EMANUEL: Chicago's defender?

Yet the problem is that Trump’s underlying views on so many Chicago-oriented issues are the exact opposite of what we want to see happen. Rahm and his “Go to Hell” approach to political life may come to be seen as our most solid defender!

As in someone we can’t afford to lose, no matter how much we may despise the man personally. And I don’t doubt that sentiment exists – it already has Jesus Garcia talking in terms of trying once again to challenge Emanuel for mayor.

Yet the kind of people who’d back Trump most likely are the ones who would view Chuy as the absolute worst option for mayor – someone who’d take the city in a direction even further away than what they’d desire.
 
GARCIA: Would anybody back Chuy in Trump brawl

EVEN TRUMP-ITES WHO reside in Chicago (and I realize their numbers are few, as little as 2 percent in certain wards of the city) may wind up preferring Rahm if 2019 comes down to another Emanuel vs. Garcia brawl like we had in 2015.
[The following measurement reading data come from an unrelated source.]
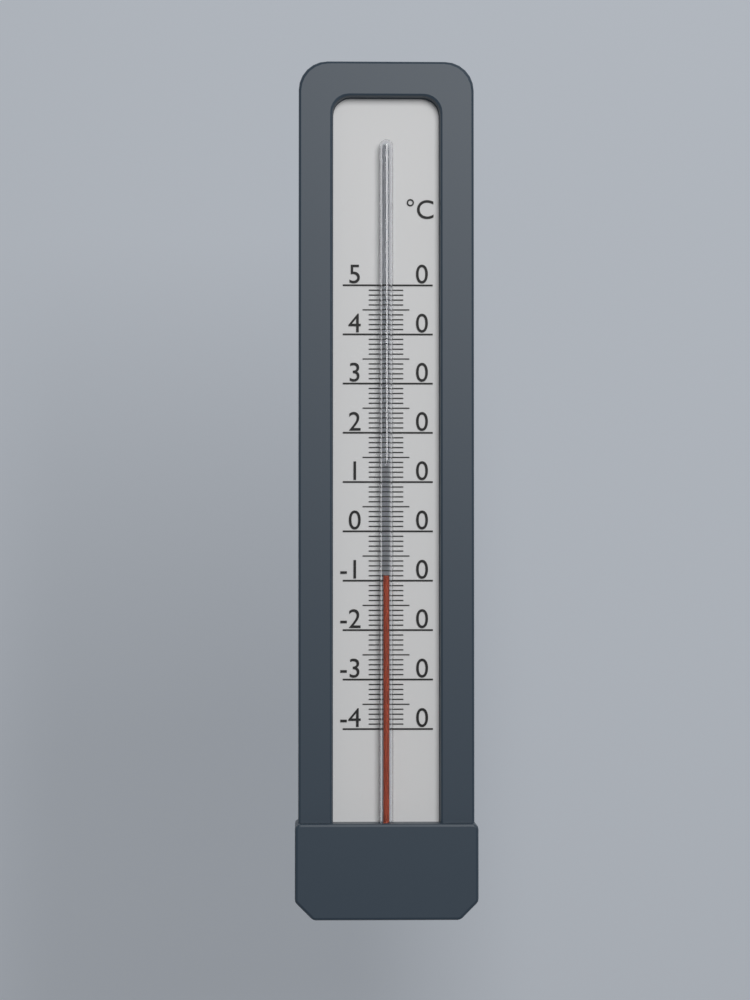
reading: -9 °C
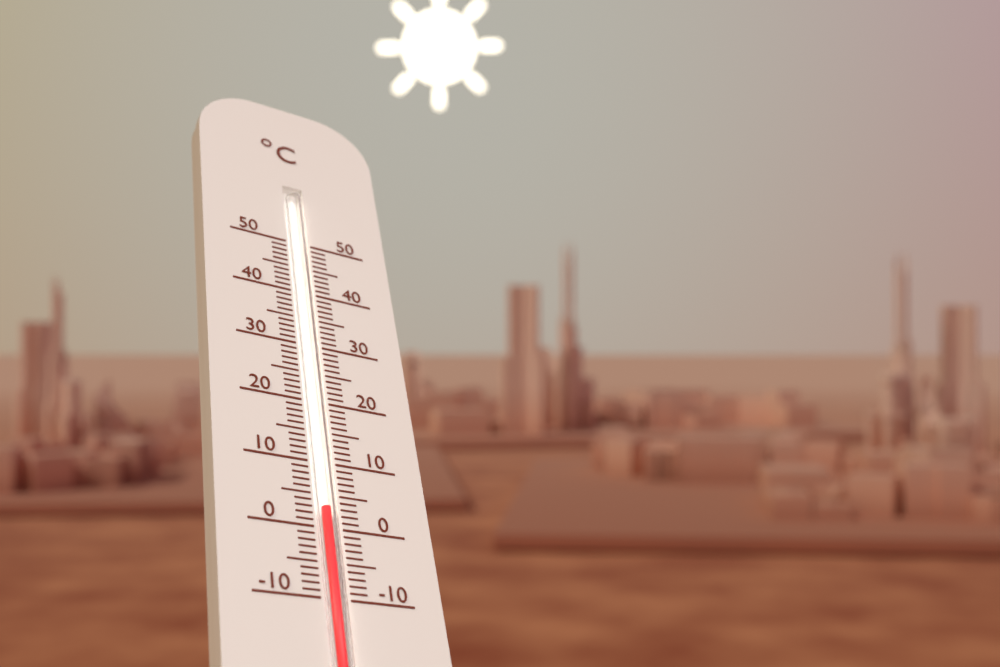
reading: 3 °C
Then, there’s Rauner, who ever since the name “Trump” popped up in political circles a couple of years ago has gone out of his way to distance himself. It actually rivals the way Emanuel tried to avoid saying anything during the 2008 Democratic presidential primary that would take sides between Obama and Hillary Clinton – the latter of whom actually believed that Rahm actually belonged on her side.

Rauner does not want to get tied into any of the ding-dong partisan policies that Trump is cooking up to appease the nativist element that was key to his presidential election.

But it also seems that the same elements were largely responsible for the political gains Republicans made in rural parts of Illinois. Rauner may want us to believe those folks simply hate Illinois House Speaker Michael Madigan, D-Chicago, but it’s more likely they love Trump in Cairo, Ill., as much as they do in Jackson, Miss.

SO IF RAUNER tries too hard to distance himself from Trump, will he wind up losing rural Illinois types who could suddenly find themselves in a “shotgun weddin’” with Chicago-area voters who already have their own reasons to want to “dump Bruce” more than any rural voter wants to “dump Madigan.”
 
TRUMP: Will dumping Donald in '20 be bigger?

Then again, if Rauner doesn’t join in the Trump bashing with Emanuel, he may wind up stirring up the resentment of the more urban parts of Illinois who already are looking at political life for the next few years as crafting ways to keep that orange-dyed goof in the White House from making a complete mess of issues.

A part of me almost feels sorry for Rauner, since I suspect he’s going to get hurt no matter what he does.

Then again, for those of us who are disgusted with the inactivity of Illinois state government the past two years and Rauner’s role in creating the logjam, perhaps getting caught in the Trump crossfire might wind up being the appropriate penalty before we shift focus to a “dump Trump” effort in 2020!